[Opening THE DATA section]

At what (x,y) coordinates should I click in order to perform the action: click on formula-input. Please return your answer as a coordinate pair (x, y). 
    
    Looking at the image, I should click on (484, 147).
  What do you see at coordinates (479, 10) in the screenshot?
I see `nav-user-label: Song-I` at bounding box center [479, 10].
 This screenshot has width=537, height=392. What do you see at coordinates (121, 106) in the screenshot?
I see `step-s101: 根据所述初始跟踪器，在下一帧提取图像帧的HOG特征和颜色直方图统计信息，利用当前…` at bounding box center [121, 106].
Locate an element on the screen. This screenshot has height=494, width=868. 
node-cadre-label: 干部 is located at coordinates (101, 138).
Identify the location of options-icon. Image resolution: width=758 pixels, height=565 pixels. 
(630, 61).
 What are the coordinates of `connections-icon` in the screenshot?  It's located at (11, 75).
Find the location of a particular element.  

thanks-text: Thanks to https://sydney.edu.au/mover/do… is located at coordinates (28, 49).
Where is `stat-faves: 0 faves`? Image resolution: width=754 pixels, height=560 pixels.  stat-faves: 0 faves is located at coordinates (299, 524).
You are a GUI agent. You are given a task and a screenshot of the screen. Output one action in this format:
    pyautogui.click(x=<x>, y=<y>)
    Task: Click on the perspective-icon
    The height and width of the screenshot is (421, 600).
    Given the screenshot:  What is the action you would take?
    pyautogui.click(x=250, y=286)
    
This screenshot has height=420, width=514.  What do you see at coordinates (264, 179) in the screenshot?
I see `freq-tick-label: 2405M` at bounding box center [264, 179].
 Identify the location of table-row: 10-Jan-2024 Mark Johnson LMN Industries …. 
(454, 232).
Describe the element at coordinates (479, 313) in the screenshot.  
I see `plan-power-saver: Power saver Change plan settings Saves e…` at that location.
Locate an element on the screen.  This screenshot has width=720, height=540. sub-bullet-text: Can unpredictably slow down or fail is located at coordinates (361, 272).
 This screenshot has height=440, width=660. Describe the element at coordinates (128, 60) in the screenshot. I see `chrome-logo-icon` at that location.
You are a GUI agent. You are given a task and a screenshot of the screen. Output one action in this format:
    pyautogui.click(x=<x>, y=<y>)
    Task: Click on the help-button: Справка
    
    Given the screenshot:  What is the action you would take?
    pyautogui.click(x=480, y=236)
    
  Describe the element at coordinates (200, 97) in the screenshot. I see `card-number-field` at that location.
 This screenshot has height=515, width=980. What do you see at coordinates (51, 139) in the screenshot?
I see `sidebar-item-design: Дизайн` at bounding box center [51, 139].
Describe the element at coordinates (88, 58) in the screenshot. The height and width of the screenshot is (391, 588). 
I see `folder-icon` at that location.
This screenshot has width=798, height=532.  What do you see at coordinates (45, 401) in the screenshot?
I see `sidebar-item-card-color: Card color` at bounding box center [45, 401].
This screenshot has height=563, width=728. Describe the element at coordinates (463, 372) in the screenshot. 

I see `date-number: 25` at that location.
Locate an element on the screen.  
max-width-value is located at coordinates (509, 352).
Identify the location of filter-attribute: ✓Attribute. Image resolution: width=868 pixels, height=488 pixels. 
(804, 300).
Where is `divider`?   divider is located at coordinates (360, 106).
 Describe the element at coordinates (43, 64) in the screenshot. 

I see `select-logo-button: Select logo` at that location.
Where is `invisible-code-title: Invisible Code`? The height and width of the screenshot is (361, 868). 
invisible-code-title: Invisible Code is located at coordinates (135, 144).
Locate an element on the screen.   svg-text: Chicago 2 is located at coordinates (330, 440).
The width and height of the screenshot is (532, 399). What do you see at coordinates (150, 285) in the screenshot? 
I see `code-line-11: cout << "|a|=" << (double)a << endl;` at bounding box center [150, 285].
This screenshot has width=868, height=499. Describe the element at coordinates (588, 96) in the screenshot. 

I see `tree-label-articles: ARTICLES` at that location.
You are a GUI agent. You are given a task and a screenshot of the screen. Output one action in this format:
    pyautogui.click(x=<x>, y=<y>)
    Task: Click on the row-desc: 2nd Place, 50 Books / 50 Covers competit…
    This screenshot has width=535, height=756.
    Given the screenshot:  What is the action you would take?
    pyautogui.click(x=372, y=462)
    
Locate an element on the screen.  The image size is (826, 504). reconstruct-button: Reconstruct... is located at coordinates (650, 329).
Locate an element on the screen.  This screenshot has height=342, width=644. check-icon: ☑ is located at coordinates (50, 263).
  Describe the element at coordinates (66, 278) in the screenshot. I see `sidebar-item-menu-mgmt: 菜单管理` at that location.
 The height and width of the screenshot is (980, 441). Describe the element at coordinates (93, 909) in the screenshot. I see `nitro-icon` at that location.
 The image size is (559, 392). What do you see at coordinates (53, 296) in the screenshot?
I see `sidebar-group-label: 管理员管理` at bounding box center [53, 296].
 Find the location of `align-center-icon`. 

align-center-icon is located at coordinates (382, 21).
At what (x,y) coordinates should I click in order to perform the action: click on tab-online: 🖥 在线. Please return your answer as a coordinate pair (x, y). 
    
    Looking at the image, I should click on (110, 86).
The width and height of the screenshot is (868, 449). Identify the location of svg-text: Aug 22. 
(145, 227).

[Closing THE DATA section]

--- HOW TO COMPLETE THIS TASK ---
Write out the lines above exactly, but only from the one containing "The width and height of the screenshot is (868, 449)." through the last one.

--- TASK OUTPUT ---
The width and height of the screenshot is (868, 449). Identify the location of svg-text: Aug 22. 
(145, 227).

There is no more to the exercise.